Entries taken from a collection
§ §

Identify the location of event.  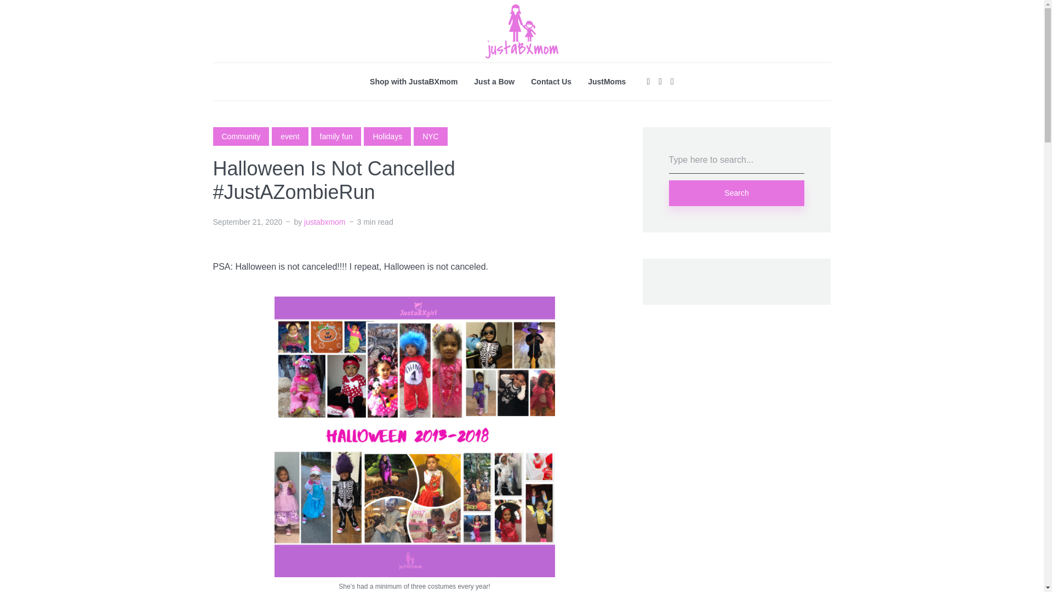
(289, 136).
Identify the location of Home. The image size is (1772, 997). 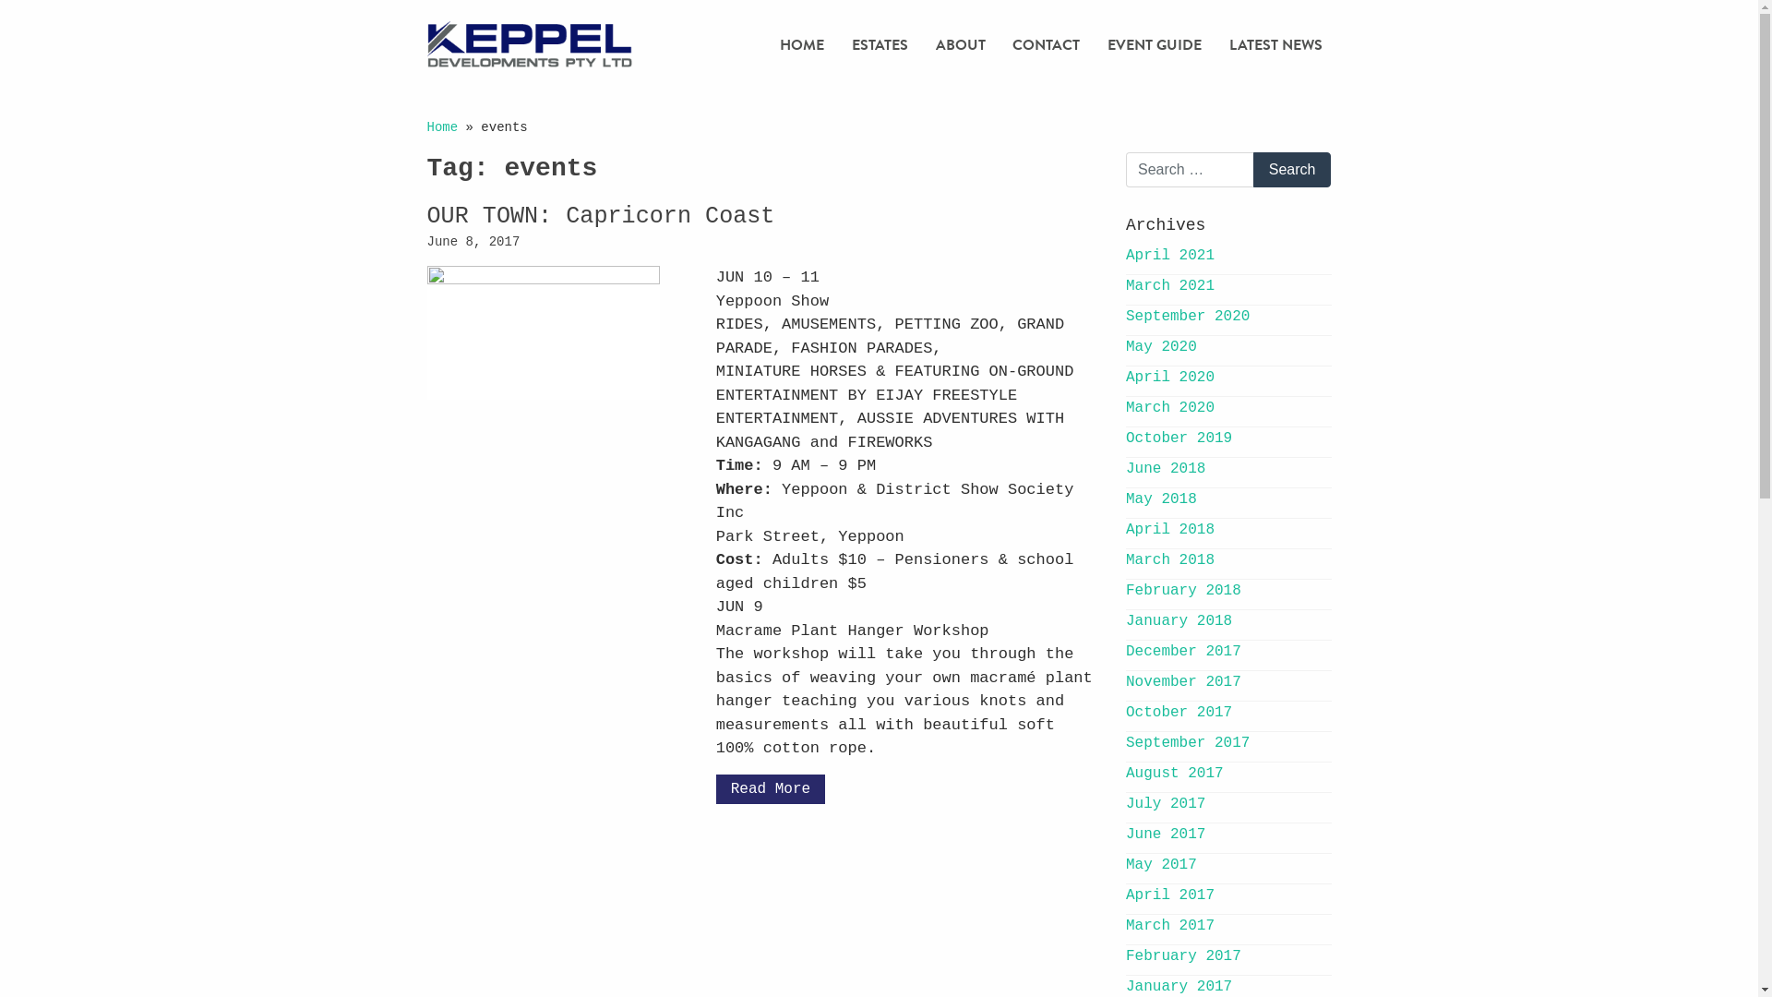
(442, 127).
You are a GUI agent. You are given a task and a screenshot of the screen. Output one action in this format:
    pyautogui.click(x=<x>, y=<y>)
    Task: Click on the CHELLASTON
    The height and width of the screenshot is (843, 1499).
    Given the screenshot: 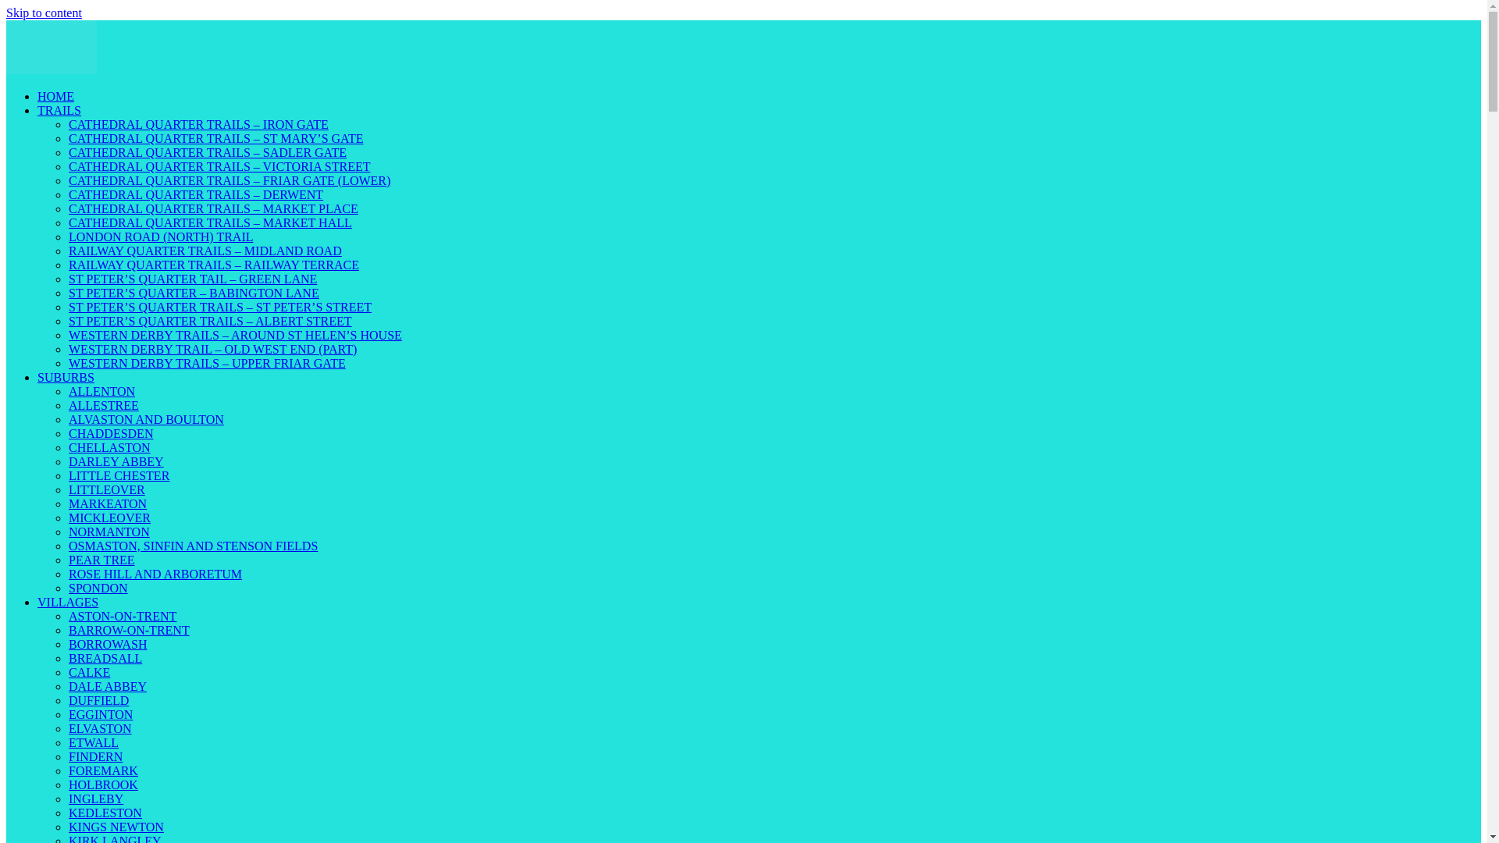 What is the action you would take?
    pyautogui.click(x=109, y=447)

§ §

The answer is the lines above between the line holding "You are a GUI" and the line holding "The height and", inclusive, each written out exactly, and no others.

Response:
You are a GUI agent. You are given a task and a screenshot of the screen. Output one action in this format:
    pyautogui.click(x=<x>, y=<y>)
    Task: Click on the CHELLASTON
    The height and width of the screenshot is (843, 1499).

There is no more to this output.